AP: Now, will you ever forget him? Because the mind forgets only that which is not important. But we keep spending our time trying to forget the bad memories. In trying to forget, you have already ensured that you will never forget. Never forget. Similarly, just as you remember good memories, you will also remember bad memories. There are only two kinds of things that you remember. One, all your good memories, and second, all your bad memories. Do you remember ordinary things?

When you were in class sixth you had a fracture in your hand, you remember that, right? But do you remember what you were doing on 11th October when you were in class 6, an ordinary day, nothing special happened, do you remember that day? You don’t remember it. But had you had an accident on the 11th of October, then the 11th of October would become permanently stationed here (signaling to head), right? Or had you met someone special on 11th October then too you would remember 11th October.

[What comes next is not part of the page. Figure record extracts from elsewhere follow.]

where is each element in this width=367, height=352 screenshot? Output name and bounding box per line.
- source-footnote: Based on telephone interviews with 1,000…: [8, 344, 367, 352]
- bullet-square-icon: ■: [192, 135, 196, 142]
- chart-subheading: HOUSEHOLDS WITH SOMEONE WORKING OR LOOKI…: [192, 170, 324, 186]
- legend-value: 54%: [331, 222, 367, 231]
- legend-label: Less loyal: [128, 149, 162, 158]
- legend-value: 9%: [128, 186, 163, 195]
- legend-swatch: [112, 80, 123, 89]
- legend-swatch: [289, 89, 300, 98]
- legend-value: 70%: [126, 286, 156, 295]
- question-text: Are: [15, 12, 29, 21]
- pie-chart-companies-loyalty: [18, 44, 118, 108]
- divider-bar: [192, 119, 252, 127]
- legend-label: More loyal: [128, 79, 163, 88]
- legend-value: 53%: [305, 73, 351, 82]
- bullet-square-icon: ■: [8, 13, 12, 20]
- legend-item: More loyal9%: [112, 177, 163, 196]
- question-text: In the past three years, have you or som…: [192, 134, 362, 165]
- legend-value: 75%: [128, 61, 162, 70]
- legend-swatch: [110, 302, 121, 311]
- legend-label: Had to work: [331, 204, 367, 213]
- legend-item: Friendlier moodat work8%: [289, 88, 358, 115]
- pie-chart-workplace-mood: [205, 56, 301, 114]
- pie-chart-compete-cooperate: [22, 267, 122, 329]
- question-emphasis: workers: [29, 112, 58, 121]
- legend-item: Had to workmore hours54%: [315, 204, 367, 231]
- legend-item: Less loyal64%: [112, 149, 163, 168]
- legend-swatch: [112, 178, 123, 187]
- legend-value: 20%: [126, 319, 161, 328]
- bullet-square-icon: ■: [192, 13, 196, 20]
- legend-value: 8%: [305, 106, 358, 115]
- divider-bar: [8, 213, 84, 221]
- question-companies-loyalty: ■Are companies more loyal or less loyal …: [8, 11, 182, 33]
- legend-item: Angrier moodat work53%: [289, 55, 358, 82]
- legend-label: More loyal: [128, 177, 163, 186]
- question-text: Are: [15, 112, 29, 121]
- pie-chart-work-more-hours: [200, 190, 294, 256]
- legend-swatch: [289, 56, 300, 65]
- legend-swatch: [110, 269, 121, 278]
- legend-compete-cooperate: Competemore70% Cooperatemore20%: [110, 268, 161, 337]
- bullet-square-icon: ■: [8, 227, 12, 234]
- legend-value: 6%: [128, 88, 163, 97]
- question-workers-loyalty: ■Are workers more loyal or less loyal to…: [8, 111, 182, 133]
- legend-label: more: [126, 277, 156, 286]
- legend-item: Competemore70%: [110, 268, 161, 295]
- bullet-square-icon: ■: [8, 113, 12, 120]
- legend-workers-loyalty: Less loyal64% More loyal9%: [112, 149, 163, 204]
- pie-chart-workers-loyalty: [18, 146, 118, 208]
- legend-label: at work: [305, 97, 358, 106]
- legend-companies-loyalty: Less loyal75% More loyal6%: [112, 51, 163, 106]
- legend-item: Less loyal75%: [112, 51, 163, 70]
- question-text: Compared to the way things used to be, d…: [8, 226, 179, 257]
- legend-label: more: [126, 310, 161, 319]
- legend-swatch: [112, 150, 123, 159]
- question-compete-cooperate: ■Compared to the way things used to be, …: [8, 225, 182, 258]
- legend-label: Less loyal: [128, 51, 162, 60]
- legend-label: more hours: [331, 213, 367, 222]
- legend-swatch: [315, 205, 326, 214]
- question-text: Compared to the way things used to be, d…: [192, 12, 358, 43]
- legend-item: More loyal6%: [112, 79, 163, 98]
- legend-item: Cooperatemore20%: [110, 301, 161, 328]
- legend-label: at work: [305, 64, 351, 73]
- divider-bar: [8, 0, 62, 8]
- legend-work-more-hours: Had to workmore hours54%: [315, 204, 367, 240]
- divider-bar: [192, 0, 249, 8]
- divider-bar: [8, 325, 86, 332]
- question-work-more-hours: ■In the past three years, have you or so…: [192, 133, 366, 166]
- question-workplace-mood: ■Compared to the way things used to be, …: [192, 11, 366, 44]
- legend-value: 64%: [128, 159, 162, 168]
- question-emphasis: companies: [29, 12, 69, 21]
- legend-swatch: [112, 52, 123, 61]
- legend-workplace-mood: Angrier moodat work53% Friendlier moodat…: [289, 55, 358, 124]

So, good and bad are just two sides of the same coin. When the mind is giving importance, it calls it good or bad. And nothing is worthy of great importance. No event in the past deserves such seriousness. Nothing is to be called so important. Only the present is important. But we want to keep good memories. Whenever you will try to keep good memories, you will find that along with you are also keeping lots of bad memories. If good is important then bad is also important. But our attempt is, “Let me retain all the good memories and let me forget all the bad memories.” That is impossible. That cannot happen. That is against the law of the mind. In fact, the more bad memories you have, the good memories will appear all the sweeter.

You see, a lion was coming to eat you and you were going to be surely killed. A stranger comes and saves you. You want to keep only the good part of it and forget the bad part. Is it possible? You want to remember only that you were saved by a stranger, but the moment you remember that you were saved by a stranger, you will also have to remember that you were about to be killed. So, good and bad will always go together. And because the event was so bad, hence the fact that you were saved is so good. Don’t you see that? Yes?

Because the event was so threatening, hence there is a deep relief that you would be saved. Is that not so? But nobody asks, “Sir, how do I get rid of my good memories?” You always ask that 'How do I get rid of bad memories?' It’s like asking, “Sir I have a coin, how can I have only one face of the coin?” The other face will always be there. A coin will always have two faces. So, it’s not about good memories or bad memories, it’s about a mind that gives importance to memories. And so long as memories remain important, you will never be able to forget them. Memories are not important. What is important is the present.

If right now you are still wandering in memories, can we relate to each other? If some of you are still thinking of some event in the past, will you be able to listen? Yes? Memories are not important. Let them be there. Some of them might be a little useful. For example, the password of your email account. That too is a memory. It’s a useful thing, neither good nor bad. Let it be stored. Except for that, only what is real, what is happening, only that matters. Memories don’t matter, get rid of them. And you get rid of them by seeing that they are not important.

Only the present is important, I’m repeating, don’t live up by memories, don’t live out of the past. And there are many people who feel very satisfied in saying, “You know, now I have only memories”, especially old people. And you would have heard songs where the young man is saying that you are not there, but your great memories are here and that he can survive just by being in memories — All this is a sickness; don’t fall prey to it.

This article has been created by volunteers of the PrashantAdvait Foundation from transcriptions of sessions by Acharya Prashant.